“It was worse than I thought,” Reggie stated flatly. “What I didn’t realize when I opened up this little fracas, was that the competition started long ago. I nosed around some of my sources. It’s been a dysfunctional fight for the past six months, with not only my three internal candidates, but two others. They are all spread across three departments, so I never saw it.”
“What’s been going on?” I asked.
“Mostly, it’s the subtle non-cooperation of one department with another. Convenient delays, rough hand-offs, missing information. Nothing malicious or brazen, but I have five people working against each other, working against the company.”
“Who’s the culprit?”
Reggie’s demeanor changed. He sat straight up in his chair. The nerve was struck. Chin down, looking over his glasses, furrowed brow, he finally spoke. “I’m the culprit. I tried to create a little healthy competition, but what I created was an environment where individual agendas were more important that teamwork. I created intense internal focus within each department, when I need cooperation between departments.”
“How do we fix it?”
“First, we have to start with the culprit,” Reggie shrugged. “And that would be me.”
Tom – an interesting blog on a subject I was just speaking about with another. It has been my experience that once an organization gets beyond about 5 people (and even that might be generous), cross organizational cooperation needs focus. There doesn’t seem to be a ‘perfect’ organizational structure that can eliminate the problems of incentives and information flow. So, the best we can hope for is to create an organization that puts the challenge where we choose to have it.
In this case, there is another element you highlight beyond the challenge of cross departmental coordination. If the organization is designed such that each team can thrive and the whole suffer, is that a problem of structure, incentives, context, or all of the above and more?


_Work task:_ Search the material below for the string "JSON" and list each line that holds it.

Start of Supplied data

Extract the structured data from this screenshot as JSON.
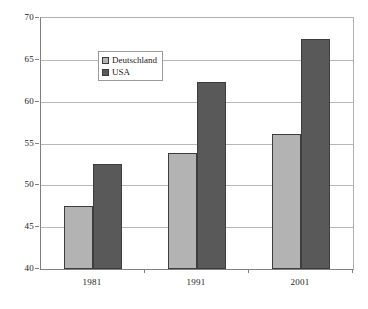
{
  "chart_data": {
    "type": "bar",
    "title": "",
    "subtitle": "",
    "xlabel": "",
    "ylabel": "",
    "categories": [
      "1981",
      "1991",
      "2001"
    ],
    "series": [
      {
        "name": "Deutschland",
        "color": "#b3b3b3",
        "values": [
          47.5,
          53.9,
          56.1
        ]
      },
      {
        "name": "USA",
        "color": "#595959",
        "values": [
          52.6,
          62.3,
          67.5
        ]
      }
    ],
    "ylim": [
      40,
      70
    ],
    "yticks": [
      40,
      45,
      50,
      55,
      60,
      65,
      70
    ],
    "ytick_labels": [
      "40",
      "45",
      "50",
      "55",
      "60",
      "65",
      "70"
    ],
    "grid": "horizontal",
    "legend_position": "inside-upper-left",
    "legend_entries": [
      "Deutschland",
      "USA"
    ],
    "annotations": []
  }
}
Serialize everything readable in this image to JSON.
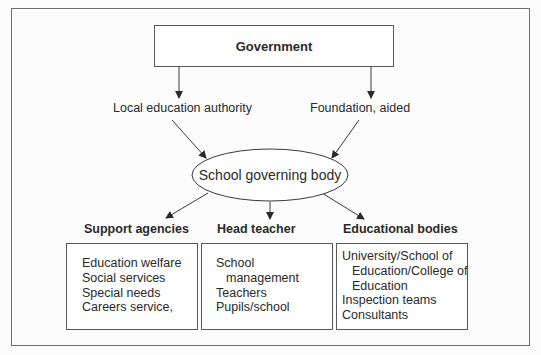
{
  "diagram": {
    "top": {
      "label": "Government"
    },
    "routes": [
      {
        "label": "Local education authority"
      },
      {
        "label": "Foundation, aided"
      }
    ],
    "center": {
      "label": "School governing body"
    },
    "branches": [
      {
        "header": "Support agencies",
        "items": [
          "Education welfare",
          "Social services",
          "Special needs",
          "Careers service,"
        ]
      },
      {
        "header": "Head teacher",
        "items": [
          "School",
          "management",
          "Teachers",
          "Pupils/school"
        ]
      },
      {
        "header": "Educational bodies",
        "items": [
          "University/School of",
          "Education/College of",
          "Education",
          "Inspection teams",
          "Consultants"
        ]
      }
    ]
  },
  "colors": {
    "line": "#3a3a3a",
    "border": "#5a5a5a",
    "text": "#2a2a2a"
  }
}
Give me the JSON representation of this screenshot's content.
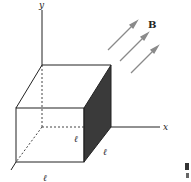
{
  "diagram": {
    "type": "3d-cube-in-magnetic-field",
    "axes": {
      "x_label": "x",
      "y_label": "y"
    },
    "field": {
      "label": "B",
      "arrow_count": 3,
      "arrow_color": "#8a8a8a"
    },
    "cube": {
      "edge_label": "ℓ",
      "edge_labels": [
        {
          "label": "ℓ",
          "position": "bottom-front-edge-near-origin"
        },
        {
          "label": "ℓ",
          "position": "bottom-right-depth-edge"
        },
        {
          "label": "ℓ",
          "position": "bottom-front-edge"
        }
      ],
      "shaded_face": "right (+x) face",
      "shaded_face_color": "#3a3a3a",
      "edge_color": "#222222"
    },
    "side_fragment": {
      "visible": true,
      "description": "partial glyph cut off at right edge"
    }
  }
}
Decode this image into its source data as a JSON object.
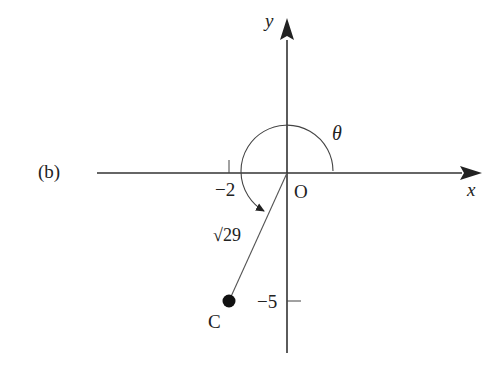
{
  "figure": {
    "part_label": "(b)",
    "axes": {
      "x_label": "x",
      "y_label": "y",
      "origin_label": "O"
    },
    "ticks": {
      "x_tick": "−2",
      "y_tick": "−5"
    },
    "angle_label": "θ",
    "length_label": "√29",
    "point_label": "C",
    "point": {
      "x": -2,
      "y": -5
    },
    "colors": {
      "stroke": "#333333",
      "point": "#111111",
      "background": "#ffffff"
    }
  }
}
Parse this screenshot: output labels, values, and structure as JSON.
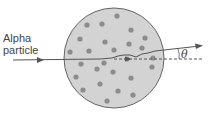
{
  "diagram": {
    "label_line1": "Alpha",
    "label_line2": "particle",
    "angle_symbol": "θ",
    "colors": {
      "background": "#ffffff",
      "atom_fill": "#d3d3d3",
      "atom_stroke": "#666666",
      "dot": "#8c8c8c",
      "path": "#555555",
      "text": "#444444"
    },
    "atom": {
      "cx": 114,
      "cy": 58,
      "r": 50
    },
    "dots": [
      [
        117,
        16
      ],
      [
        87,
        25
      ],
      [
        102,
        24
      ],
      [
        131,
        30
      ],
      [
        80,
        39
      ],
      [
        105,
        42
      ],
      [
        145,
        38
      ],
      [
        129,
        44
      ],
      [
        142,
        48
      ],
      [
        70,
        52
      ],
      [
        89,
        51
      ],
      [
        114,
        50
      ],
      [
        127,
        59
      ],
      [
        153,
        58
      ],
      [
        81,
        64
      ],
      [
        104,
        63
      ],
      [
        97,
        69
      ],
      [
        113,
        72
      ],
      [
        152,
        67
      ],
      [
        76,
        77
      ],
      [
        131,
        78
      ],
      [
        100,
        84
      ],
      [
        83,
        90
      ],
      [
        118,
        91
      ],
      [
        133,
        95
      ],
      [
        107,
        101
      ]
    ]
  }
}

End of Supplied data
Start of Supplied data

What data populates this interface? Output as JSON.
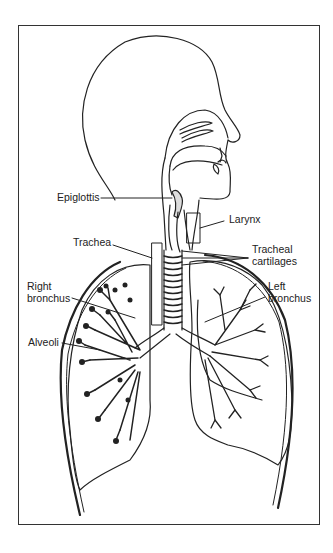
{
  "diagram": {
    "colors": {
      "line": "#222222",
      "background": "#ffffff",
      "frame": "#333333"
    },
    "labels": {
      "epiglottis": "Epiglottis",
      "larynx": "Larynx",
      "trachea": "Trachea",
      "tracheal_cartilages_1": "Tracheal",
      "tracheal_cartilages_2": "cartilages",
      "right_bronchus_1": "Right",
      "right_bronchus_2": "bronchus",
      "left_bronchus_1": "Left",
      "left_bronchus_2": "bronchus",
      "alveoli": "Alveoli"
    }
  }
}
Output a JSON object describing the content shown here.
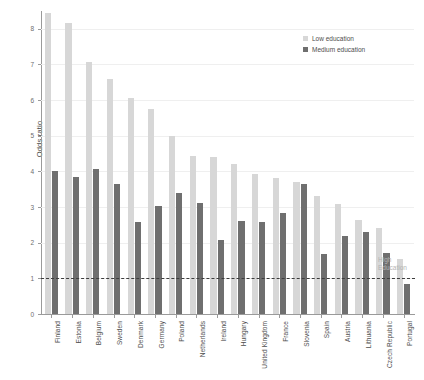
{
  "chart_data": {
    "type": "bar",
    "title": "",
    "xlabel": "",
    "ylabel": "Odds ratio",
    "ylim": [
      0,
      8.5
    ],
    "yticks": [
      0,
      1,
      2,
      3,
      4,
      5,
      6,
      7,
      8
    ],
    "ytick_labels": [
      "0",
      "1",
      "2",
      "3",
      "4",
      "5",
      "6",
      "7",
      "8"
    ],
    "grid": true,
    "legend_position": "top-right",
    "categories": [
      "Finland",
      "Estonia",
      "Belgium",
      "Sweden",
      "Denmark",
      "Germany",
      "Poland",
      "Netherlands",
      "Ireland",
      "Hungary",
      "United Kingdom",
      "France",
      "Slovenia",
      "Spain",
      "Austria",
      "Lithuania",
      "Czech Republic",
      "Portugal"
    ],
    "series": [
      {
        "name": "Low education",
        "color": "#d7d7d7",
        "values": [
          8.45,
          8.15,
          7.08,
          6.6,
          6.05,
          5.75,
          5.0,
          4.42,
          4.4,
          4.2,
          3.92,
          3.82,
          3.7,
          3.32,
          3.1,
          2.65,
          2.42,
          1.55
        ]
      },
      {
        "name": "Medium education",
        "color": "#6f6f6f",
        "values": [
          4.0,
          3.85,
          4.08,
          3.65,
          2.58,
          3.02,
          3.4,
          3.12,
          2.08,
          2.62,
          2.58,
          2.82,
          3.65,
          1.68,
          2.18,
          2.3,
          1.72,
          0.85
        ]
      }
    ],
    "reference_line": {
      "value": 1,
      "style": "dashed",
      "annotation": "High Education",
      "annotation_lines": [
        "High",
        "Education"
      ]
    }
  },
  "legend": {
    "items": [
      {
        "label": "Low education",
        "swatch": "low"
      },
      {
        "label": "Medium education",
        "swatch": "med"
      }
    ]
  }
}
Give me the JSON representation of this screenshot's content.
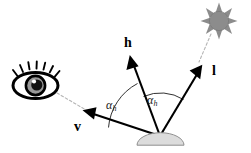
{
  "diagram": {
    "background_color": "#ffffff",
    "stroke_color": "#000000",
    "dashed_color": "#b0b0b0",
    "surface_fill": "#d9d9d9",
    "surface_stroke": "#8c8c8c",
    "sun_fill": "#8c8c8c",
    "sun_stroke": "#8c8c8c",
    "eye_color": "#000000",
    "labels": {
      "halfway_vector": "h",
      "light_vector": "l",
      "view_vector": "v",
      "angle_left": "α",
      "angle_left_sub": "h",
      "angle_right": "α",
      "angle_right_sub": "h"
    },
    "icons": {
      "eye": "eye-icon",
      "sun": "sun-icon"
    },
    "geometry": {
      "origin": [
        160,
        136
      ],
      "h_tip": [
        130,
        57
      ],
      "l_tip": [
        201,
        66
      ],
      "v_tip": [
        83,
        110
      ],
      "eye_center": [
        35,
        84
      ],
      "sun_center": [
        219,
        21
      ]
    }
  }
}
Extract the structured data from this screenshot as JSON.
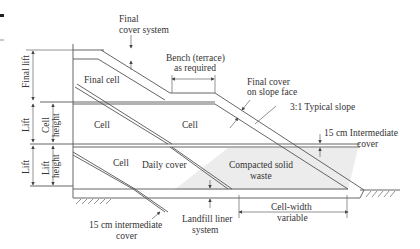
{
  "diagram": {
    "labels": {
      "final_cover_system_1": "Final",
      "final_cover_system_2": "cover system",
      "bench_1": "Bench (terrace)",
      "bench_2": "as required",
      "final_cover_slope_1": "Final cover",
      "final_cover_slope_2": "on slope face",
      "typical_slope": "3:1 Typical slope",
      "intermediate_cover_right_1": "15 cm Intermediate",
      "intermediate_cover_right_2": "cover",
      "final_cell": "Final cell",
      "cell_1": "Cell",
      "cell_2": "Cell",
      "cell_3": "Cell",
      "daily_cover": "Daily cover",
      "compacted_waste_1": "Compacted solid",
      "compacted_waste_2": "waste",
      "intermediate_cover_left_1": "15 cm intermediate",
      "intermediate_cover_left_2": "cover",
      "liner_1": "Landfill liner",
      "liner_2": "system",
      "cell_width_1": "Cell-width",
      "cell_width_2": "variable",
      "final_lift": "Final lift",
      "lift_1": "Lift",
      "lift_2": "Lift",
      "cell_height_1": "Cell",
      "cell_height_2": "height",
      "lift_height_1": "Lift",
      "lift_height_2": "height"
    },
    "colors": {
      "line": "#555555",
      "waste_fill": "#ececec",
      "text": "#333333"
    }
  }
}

End of Supplied data

_Task output:_
Extract the structured data from this screenshot as JSON.
Serialize everything readable in this image to JSON.
Give me the JSON representation of this screenshot's content.
Decode this image into its source data as a JSON object.
Parse this screenshot: output labels, values, and structure as JSON.
What data populates this interface? Output as JSON.
Output a JSON object describing the content shown here.
Give me the JSON representation of this screenshot's content.
Extract the structured data from this screenshot as JSON.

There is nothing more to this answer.